I'm figuring out the electrical stuff now. Last night I bought a load center and some breakers. The 30/20 quad breaker in my house panel was going to be changed out for a 40/20 quad, but I found out I need different cable because what I have isn't rated for use in conduit or for burial.

What happened is I bought a big SOOW type cable with four 8AWG conductors. It's shown in an earlier page of the thread. I thought I could use it for this, but it turns out I need to use either UF-B direct burial rated cable (conduit optional for the underground portion) or THWN wire in conduit. Since I want to be code-compliant, I'm not going to jerry rig this. I have to buy the right cable.

That means more money spent, but it also means I can have a higher capacity link. I'm going for a minimum of 50A since I want to do away with the extension cord rig I have now. If I go 50A, I have to use either 8AWG THWN or 6AWG UF-B. If I can get 6AWG THWN, I'll likely go with a 60A circuit if I can spare it. It's all really a question of what I can find and when. I'm hoping I don't have to pay retail for this. Copper is crazy expensive right now.
 
That's some BEEFY wire. Hopefully you can find a deal on it somewhere, I don't see copper prices going down any time soon :(
 
I've found my wire. Actually, I've found four.

The 6-3 UF-B wire would be impossible to pull through conduit. At $3.80 a foot, I was open to alternatives.

Lowe's here in Logan had #6 THWN-2 class wire for $.79 a foot. I need three such conductors for the power link and either a #10 or #8 ground wire. #10 ground wire is $.40 a foot while #8 is $.50 a foot. Basically, I'm looking at $2.80 to $2.90 a foot this way.

Code requires that any run with #6 wire or smaller have a white Neutral wire. #4 and thicker can use Black wire for all three with color coded markers on the ends. Lowes did have the white wire. They also had red so I won't have to mess with color flags.

I will have to lay the conduit before I can buy the wire since I don't know how exactly how much I need. I know I'm looking at something in the neighborhood of 40 feet. With tax, that's $124.

Code says that with three current carrying wires in a conduit (ground wire doesn't count), #6 wire is baseline (30C ambient temp) rated for 65A when using the 75C thermal rating (my wire and conduit are 90C rated, but my circuit breakers are 75C rated). I can use this setup for a 60A circuit or just go 50A and have a lower overall voltage drop and better surge-current handling (avoid lights dimming when laser printer starts, for example).

I have to put the wires in a 1 1/4" conduit to meet the code for fill. Such conduit in Sch40 PVC is $.30 a foot.

Now I need to figure out the data conduit stuff. I know I need 12" dirt between the power and data conduits.
 
Digging the trenches now. I just finished the first one (house to workshop) now it's time to work on the second one.

The first six to nine inches were rocky crap that scraped the rust off of my shovel.
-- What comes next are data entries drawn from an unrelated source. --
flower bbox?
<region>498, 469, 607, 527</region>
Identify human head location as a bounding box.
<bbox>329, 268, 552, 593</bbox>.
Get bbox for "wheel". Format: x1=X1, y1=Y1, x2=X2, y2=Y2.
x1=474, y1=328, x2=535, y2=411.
From there to between 21 and 24" below grade, there were no rocks. Below that, the soil was dry.
 
So you're digging trenches to alleviate drainage issues correct? are you also running fiber to your house? :D
 
So you're digging trenches to alleviate drainage issues correct? are you also running fiber to your house? :D

I'm digging the trench for power and data conduits. I'm digging them in such a way that the runoff will flow away from where I don't want it.
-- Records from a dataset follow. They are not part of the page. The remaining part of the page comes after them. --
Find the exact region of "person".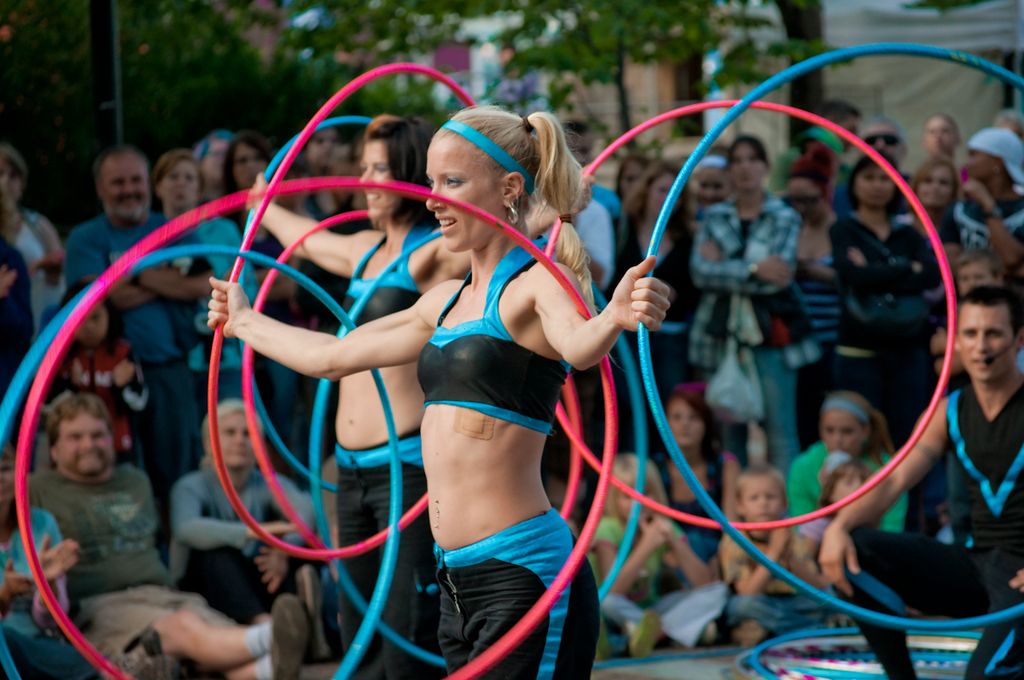
Exact region: region(939, 128, 1023, 280).
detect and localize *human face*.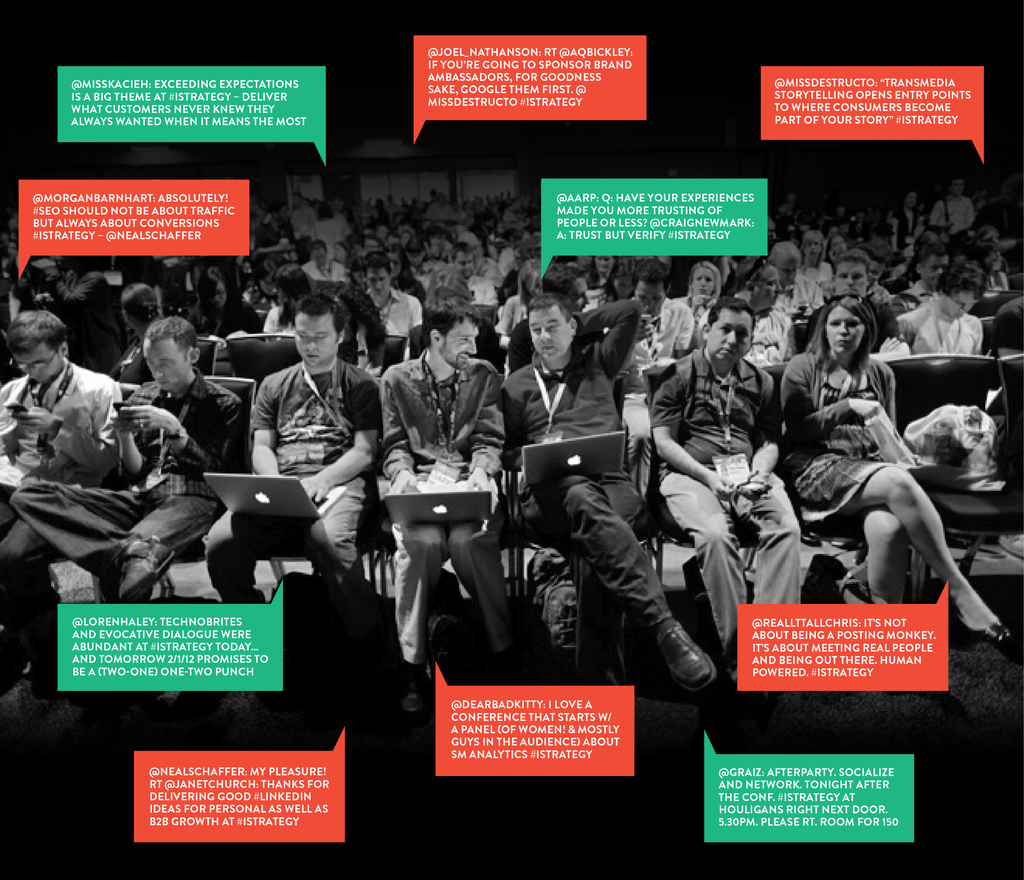
Localized at crop(951, 178, 960, 195).
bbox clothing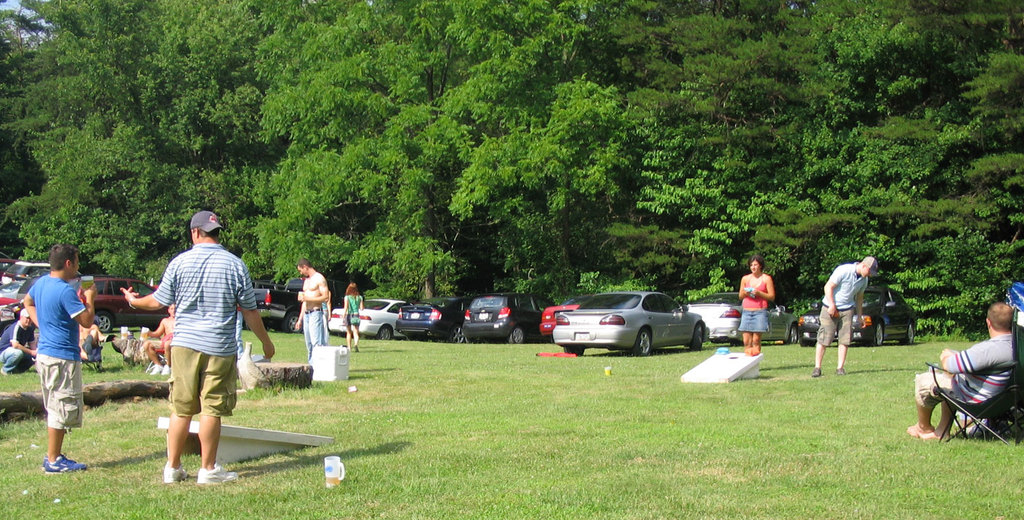
x1=0 y1=324 x2=35 y2=374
The network lines are copper, but the four CAT5 links I had will be upgraded to CAT6a or CAT7 links. The idea there is to make damn sure I don't have to run different copper since CAT6a will work for 10GBaseT for this distance (if I need it while still living here). One link, for sure, will be CAT7, but that's because it's for my remote console to the supercomputer KVM and carries an analog signal. While I don't expect a perfect image, it's almost useless right now with the CAT5 because I can't tell the difference between a window background and greyed out text. And that's with an XGA resolution. The spec for CAT7 cable has each wire pair separately shielded in addition to a shield for the whole thing. Should be good for a near-perfect XGA console or a usable SXGA console. I would consider it a huge lucky bonus to end up with a usable UXGA console.

Since I had to deal with digging the trenches in the first place, I'm going to run some extra conduit and cap the ends. Conduit is cheap. Trench digging time isn't.
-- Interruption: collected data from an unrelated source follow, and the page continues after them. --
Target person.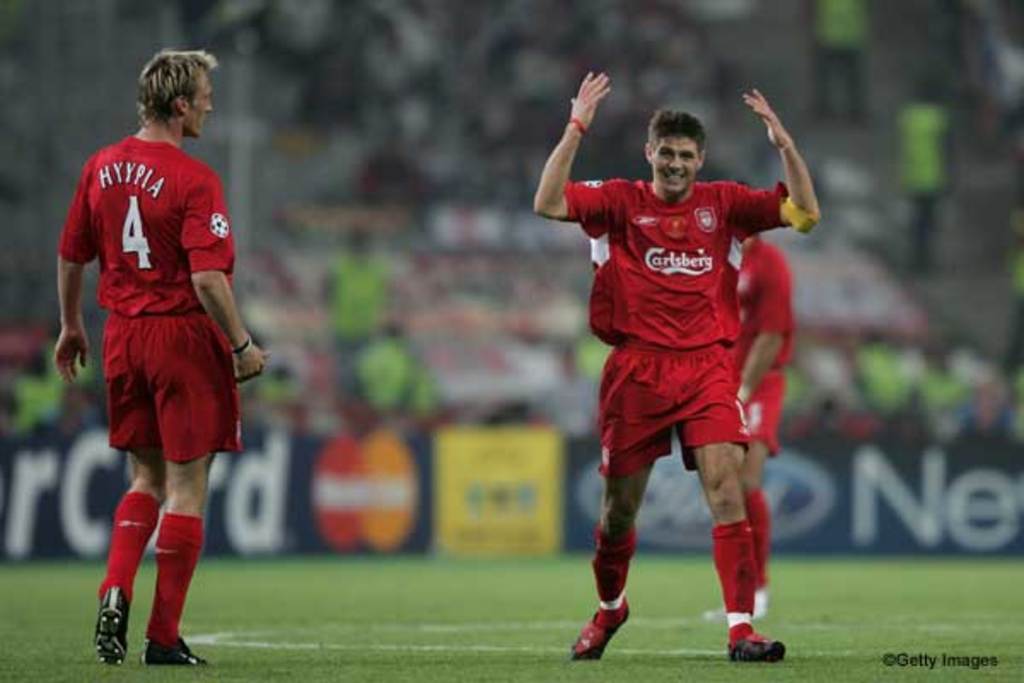
Target region: BBox(705, 174, 795, 622).
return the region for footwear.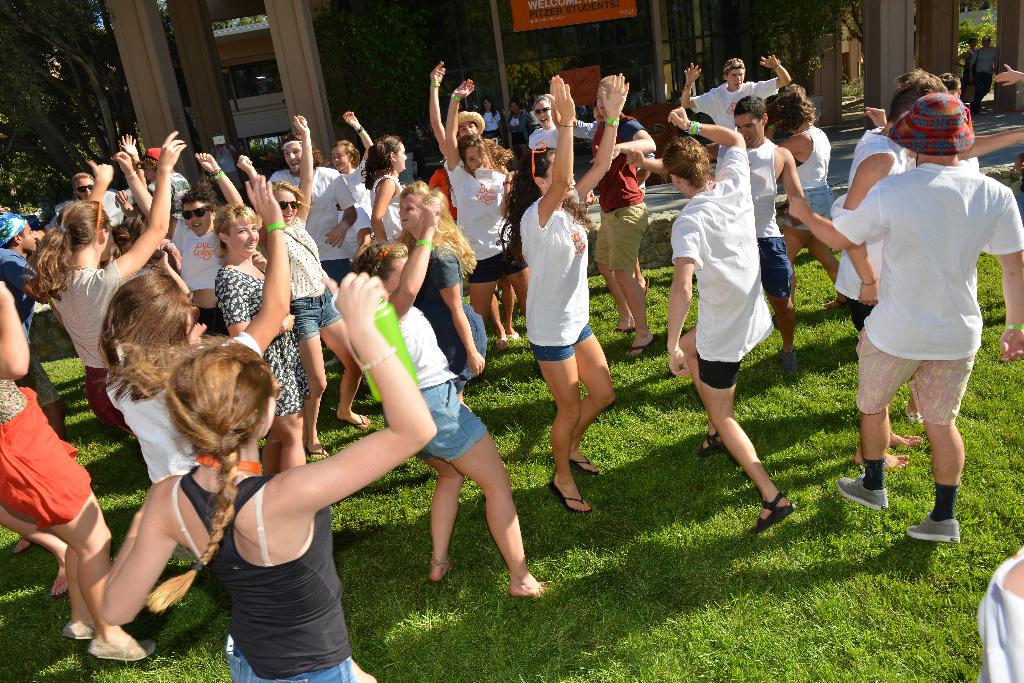
905/515/961/546.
What the hell. I'll calculate it out:

My 90 degree elbows with a 1 foot radius will cost me $1.58 each. Ten foot conduit sections cost $2.79 and couplers are $.66.

Four elbows, one coupler and five pieces of conduit for power to workshop load center.
Four elbows, Five pieces of conduit for data to small shed from house.
Two elbows, one piece of conduit and one coupler for spare to workshop.
Three elbows, two pieces of conduit and one coupler for spare to small shed.
Two elbows, one piece of conduit for link between small shed and workshop.
Two elbows, one piece of conduit for spare between small shed and workshop.

Total so far:
$26.86 - Seventeen elbows
$2 - Three couplers
$41.85 - Fifteen 10' pieces of conduit
---
$75.38 (including Utah 6.6% sales tax)

I'm sure there's more to it than that. The spares have me capping with a scrap vertical piece, not leading directly into an elbow.
 
After the power project for the shop is done, I need to work on getting power to my storage bay for the WiFi shot and lighting. Other than the few watts constant drain from the wifi bridge, I won't be using much energy there. Sixty watts of lights, if that, for a few hours at a time during the dark months (sun setting at 4:30 kind of screws things up). Peak drain would probably be about 600W aside from inrush current.

Hmmmmm...

http://www.harborfreight.com/45-watt-solar-panel-kit-90599.html

I have a few UPS batteries that aren't good enough for that kind of abusive work anymore, but could easily wire up in parallel to run a 600W inverter.
 
the last pic looks like your just dug a shallow grave.


Im liking the work being done dude!
 
the last pic looks like your just dug a shallow grave.


Im liking the work being done dude!

Thanks.

The way I felt while I was digging that part, I thought it was going to become my shallow grave.

Here it is now (using new domain for these imgs):

DSCN9577s.jpg


The trench elbow
DSCN9578s.jpg
 
Looks like I've got another project to work on simultaneously.

I got this from my brother because it let out a bunch of magic smoke. He had it built for him by some fly-by-night posers. This is going to suck, but I hope it's worth it in the end with the i7-940.

http://hardforum.com/showthread.php?t=1530104

Look where they put the f**king radiator!!

DSC01847s.jpg

That has to be one of the worst builds I've ever seen.
 
That has to be one of the worst builds I've ever seen.

I rebuilt the poor girl. Been running perfectly since, aside from hating my Logitech Illuminated Keyboard (shift keys locked on return from sleep/standby, or even just not going to sleep/standby mode). I bought a dent-box G15 to replace that. No problems since.
 
I've learned a bit more about electrical codes. There are a lot of gotchas and I've taken it upon myself to ferret them out for this project.

Conduit spacing: My 1.25" conduit, when placed side-by-side(-by-side-by-side,etc) has to be spaced on 2.5" centers. I bought a 25-pack of pine stakes used for marking out construction sites and only really needed four so I can use the leftover stakes and some tie wire to keep the conduit spaced correctly along the run.

I'm sure there's more I'll learn in all this.